Wednesday, March 24, 2010

Festival of the Book- First Pages

You should know right away that my note-taking skills are quite inferior to Michelle's. But I'll give you the best review I can of Dancing With the Manuscripts- How to Hook an Editor on the First Page, sponsored by the Moseley Writers. Lucy Russell moderated. Jennifer Riesmeyer Elvgren, Deborah M. Prum, Fran Cannon Slayton, and Andy Straka offered feedback.
Here are the highlights:

  • Fuzzy beginnings are a don't. Beginnings with a vague sense of place fail to grab. There had better be a clear sense of place and time.
  • Don't switch temporal perspective. I don't mean POV or headhopping between various characters (well known mistakes). Jumping between the past and present isn't a good idea in the first page of your work. Relating the past, jumping the present, revisiting the past, and then jumping back to the present is awkward. More than that, however, it fails to anchor your reader in your story.
  • Don't open with tons of description. One story began with detailed description of an object. A paragraph's worth. We went quite a while before we met the character. Again, your job is to anchor the reader in your story and to your characters, not to an object.
  • Don't surprise your reader with unexpected details. A few stories started one way and then dropped in a jarring detail. One story began in a very homey way and then broke out the fairy dust. Another story's description hinted at century's old atmosphere and then showed us a baseball cap. The changes didn't create interest- they caused confusion.

There were other issues, but those dealt mainly with the mechanics of writing that you know. I think the comments reminded me most of goslings. You know how just-hatched goslings imprint on the first thing they see? Think of your readers as hatchlings ready to imprint. Your first pages need to imprint them on the right character, the right world, and the right conflict. Use clear language, and pick the right scene so that your goslings can make sense of the world you've dropped them into.
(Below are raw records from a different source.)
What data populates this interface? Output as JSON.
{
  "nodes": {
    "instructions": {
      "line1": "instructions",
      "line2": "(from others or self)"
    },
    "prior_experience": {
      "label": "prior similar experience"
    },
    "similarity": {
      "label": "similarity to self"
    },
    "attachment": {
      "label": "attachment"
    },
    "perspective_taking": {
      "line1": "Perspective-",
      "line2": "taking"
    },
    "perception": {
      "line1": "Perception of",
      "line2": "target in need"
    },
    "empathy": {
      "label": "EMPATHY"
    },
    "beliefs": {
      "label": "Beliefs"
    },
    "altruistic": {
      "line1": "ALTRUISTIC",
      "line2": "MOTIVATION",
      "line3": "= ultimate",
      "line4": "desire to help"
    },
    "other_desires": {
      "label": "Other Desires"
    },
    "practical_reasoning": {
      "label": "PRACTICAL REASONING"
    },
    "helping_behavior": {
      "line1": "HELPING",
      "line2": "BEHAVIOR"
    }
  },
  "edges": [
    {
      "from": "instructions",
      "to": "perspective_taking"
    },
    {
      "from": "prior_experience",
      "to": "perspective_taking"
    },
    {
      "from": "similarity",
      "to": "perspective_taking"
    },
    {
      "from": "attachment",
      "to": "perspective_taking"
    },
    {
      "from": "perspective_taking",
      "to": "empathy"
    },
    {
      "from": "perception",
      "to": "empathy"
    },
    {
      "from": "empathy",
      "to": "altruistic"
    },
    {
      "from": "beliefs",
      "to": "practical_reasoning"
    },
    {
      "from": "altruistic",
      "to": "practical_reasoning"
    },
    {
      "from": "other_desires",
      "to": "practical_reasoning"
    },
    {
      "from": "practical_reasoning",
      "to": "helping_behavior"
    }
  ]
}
*Sorry about the wonky formatting, folks, I ran out of patience trying to fix it...

7 comments:

TerryLynnJohnson said...

Once again, thanks for taking the time to share this! I'm going next month so hope learn and to pay it forward.

Sarah said...

No problem, Terry! Can't wait to read what you glean from your trip.

Michelle said...

LOVE the gosling analogy. I'm going to try keeping that in mind. Thanks for the first pages synopsis!

Unknown said...

Thanks for this. Just what I need. My beginning are always a bit rubbish!

Sarah said...

You're welcome, Sue. I found the panel so helpful.

Tess said...

I've done two of these four in past/early works. Ah, the blessing of perspective. Of course, at the time, I thought it *brilliant* :D

Clementine said...

This is great stuff! Thank you so much for sharing this. It sounds like quite a weekend.